Anyway, returning to phi phi I explain that I am registered, but haven’t dived in 18 years. I remember that my junior open water license had expired, there was some test I was supposed to take, but the instructor says that it just turns over into a regular license. She looks in the database and then comes up to me and asks my middle name. She puts in the middle name and searches, it was in 1991 she says. I make vague promises and the next day go snorkeling. Snorkeling leads to the story of the magical travel agent and a Chinese woman studying in Singapore who has never wore a bikini before. She has a trucker hat and we spend most of the day together. At the end of the day the boat stops to watch the sunset on the water. I jump out and lay in the waves, the sun is like one great funnel coming towards me, and is better in the waves than in the boat. A British man on the boat assures me diving is the best part of koh phi phi, when we get back I plunk the money down on diving after getting an ok from my doctor my dad. I had already looked up equalization and practiced it snorkeling. The resources on the web mean a simple term can become a world of advice. I can’t figure out how to use the back of the rdp. I fill in my scuba review test and then have second thoughts and call the dive shop to cancel. the shop is closed. In the morning, with a good amount of conviction, I decide to walk up and cancel my scuba review. I eat breakfast and mill around and then at 7 make my way to the dive shop, everyone is nice and friendly. I am taken over to my dive master who is gregarious and gracious. My dive mates are all women who seem to be further ahead in the game of life, but not necessarily in age. We go out to the boat off to the reef and after some review into the water. Diving is exhilarating, the wild life functions as it’s own cosmopolitan metropolis, our entrance into which is thankfully ignored, fish don’t fear humans yet. I drink tons of water and don’t smoke to clear my sinuses. I have no problem equalizing, in fact after a day practicing, I appear to be mastering it. I do bump the other divers, grind off of coral, and other wise make an ass of myself, but over all it is a really good time. I also use a lot of air.
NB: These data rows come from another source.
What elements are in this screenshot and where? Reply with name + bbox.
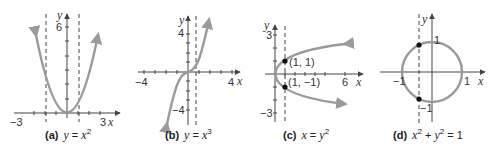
point-1-neg1 (282, 84, 287, 89)
x-axis-label: x (107, 115, 114, 129)
x-tick-label-min: −3 (10, 116, 23, 128)
y-tick-label-min: −3 (260, 107, 273, 119)
y-tick-label-max: 6 (56, 21, 62, 33)
caption-c-label: (c) (283, 129, 296, 141)
x-tick-label-max: 3 (100, 116, 106, 128)
y-axis-label: y (421, 12, 428, 26)
y-axis-label: y (56, 8, 63, 22)
caption-c: (c)x = y2 (283, 127, 329, 143)
x-axis-label: x (355, 75, 362, 89)
panel-c-graph: (1, 1) (1, −1) 6 3 −3 x y (260, 18, 363, 124)
panel-a-graph: −3 3 6 x y (10, 8, 120, 129)
x-tick-label-min: −1 (393, 75, 406, 87)
caption-a-label: (a) (45, 129, 58, 141)
panel-d-graph: −1 1 1 −1 x y (380, 12, 485, 124)
y-axis-label: y (263, 18, 270, 32)
caption-b-label: (b) (165, 129, 179, 141)
y-axis-label: y (178, 13, 185, 27)
x-tick-label-max: 1 (464, 75, 470, 87)
point-label-1-neg1: (1, −1) (288, 76, 320, 88)
y-tick-label-max: 1 (434, 34, 440, 46)
x-tick-label-max: 6 (342, 76, 348, 88)
x-axis-label: x (477, 74, 484, 88)
point-lower (416, 96, 421, 101)
y-tick-label-min: −4 (172, 104, 185, 116)
caption-b: (b)y = x3 (165, 127, 212, 143)
x-tick-label-min: −4 (135, 76, 148, 88)
caption-d-label: (d) (393, 129, 407, 141)
point-1-1 (282, 58, 287, 63)
point-label-1-1: (1, 1) (289, 56, 315, 68)
x-axis-label: x (236, 74, 243, 88)
caption-d: (d)x2 + y2 = 1 (393, 127, 463, 143)
caption-a: (a)y = x2 (45, 127, 91, 143)
x-tick-label-max: 4 (228, 76, 234, 88)
y-tick-label-min: −1 (420, 102, 433, 114)
panel-b-graph: −4 4 4 −4 x y (135, 13, 243, 126)
y-tick-label-max: 4 (178, 27, 184, 39)
point-upper (416, 42, 421, 47)
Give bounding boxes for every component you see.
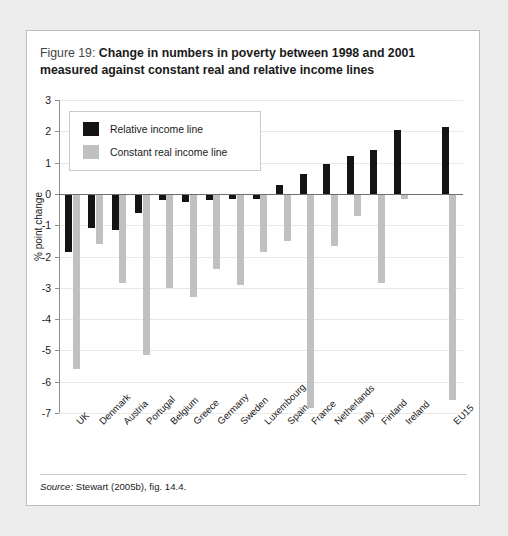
bar-relative-greece — [182, 194, 189, 202]
source-note: Source: Stewart (2005b), fig. 14.4. — [40, 481, 186, 492]
bar-relative-spain — [276, 185, 283, 194]
bar-constant-austria — [119, 194, 126, 283]
y-axis-tick-label: -4 — [42, 313, 51, 325]
legend-item-constant: Constant real income line — [83, 144, 227, 160]
bar-relative-finland — [370, 150, 377, 194]
bar-constant-spain — [284, 194, 291, 241]
y-axis-tick-label: -2 — [42, 251, 51, 263]
bar-constant-sweden — [237, 194, 244, 285]
bar-constant-uk — [73, 194, 80, 369]
source-divider — [40, 474, 467, 475]
gridline — [59, 413, 463, 414]
bar-relative-denmark — [88, 194, 95, 228]
bar-relative-eu15 — [442, 127, 449, 194]
gridline — [59, 382, 463, 383]
y-axis-tick-label: 3 — [45, 94, 51, 106]
legend-label-relative: Relative income line — [110, 124, 203, 135]
bar-relative-netherlands — [323, 164, 330, 194]
bar-constant-germany — [213, 194, 220, 269]
source-text: Stewart (2005b), fig. 14.4. — [73, 481, 186, 492]
gridline — [59, 319, 463, 320]
bar-relative-austria — [112, 194, 119, 230]
bar-constant-france — [307, 194, 314, 408]
bar-constant-luxembourg — [260, 194, 267, 252]
y-axis-tick-label: 1 — [45, 157, 51, 169]
gridline — [59, 100, 463, 101]
bar-constant-greece — [190, 194, 197, 297]
gridline — [59, 350, 463, 351]
bar-relative-portugal — [135, 194, 142, 213]
bar-constant-finland — [378, 194, 385, 283]
y-axis-tick-label: 2 — [45, 125, 51, 137]
legend-swatch-constant-icon — [83, 145, 99, 159]
x-axis-tick-label: EU15 — [451, 402, 476, 427]
y-axis-tick-label: 0 — [45, 188, 51, 200]
x-axis-tick-label: Italy — [356, 407, 376, 427]
chart-plot-wrapper: % point change 3210-1-2-3-4-5-6-7 UKDenm… — [27, 31, 481, 507]
bar-relative-italy — [347, 156, 354, 194]
y-axis-line — [59, 100, 60, 413]
y-axis-tick-label: -3 — [42, 282, 51, 294]
y-axis-tick-mark — [55, 413, 59, 414]
figure-box: Figure 19: Change in numbers in poverty … — [26, 30, 480, 506]
y-axis-tick-label: -7 — [42, 407, 51, 419]
chart-legend: Relative income line Constant real incom… — [69, 111, 261, 171]
gridline — [59, 288, 463, 289]
y-axis-tick-label: -5 — [42, 344, 51, 356]
bar-constant-belgium — [166, 194, 173, 288]
y-axis-tick-label: -1 — [42, 219, 51, 231]
y-axis-tick-label: -6 — [42, 376, 51, 388]
bar-constant-denmark — [96, 194, 103, 244]
bar-relative-france — [300, 174, 307, 194]
x-axis-tick-label: Finland — [379, 397, 409, 427]
legend-swatch-relative-icon — [83, 122, 99, 136]
bar-constant-italy — [354, 194, 361, 216]
bar-constant-eu15 — [449, 194, 456, 401]
bar-constant-portugal — [143, 194, 150, 355]
zero-axis-line — [59, 194, 463, 195]
legend-item-relative: Relative income line — [83, 121, 203, 137]
bar-constant-netherlands — [331, 194, 338, 246]
bar-relative-uk — [65, 194, 72, 252]
source-label: Source: — [40, 481, 73, 492]
bar-relative-ireland — [394, 130, 401, 194]
legend-label-constant: Constant real income line — [110, 147, 227, 158]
It is strange what heals childhood trauma. How much a little mistake can add up to something bigger. I faced scorn at making a simple mistake in my teens, I was convinced as of 48 hours ago that diving was something I was physically incapable of, rather it was simply that in my instruction in a pool equalization simply never came up. Hence a simple talent became a physical disability in the mythology of childhood, a scar only I could see. Diving became like snorkeling, a simple absurd past time we primates shouldn’t crave, but do.

October 20, 2011 at 4:00 pm Leave a comment

Day

I think writers are part myth. Its not so much a product of the genome though as it is a cloud. Kerouac once noted that all beats shared a deep sickness when growing up, as did I. I remember fever dreams, a salamander ranch on the outskirts of Texas, lying in bed for days. The chill of seeing the weird spiral out growths of skin on my lips, picking them till I bled. Is it possible to retain a past? Why do I increasingly feel a touch of the past? I was a lot older then I’m younger than that now.
Jennifer at work seems cool, jane has befriended her. Jane I remain slightly warry of, she has the cold unaffecting remains of a goth, she hates herself in some.very unpleasant ways. The children shout: teacher andrew, they’re in love with me now. Day.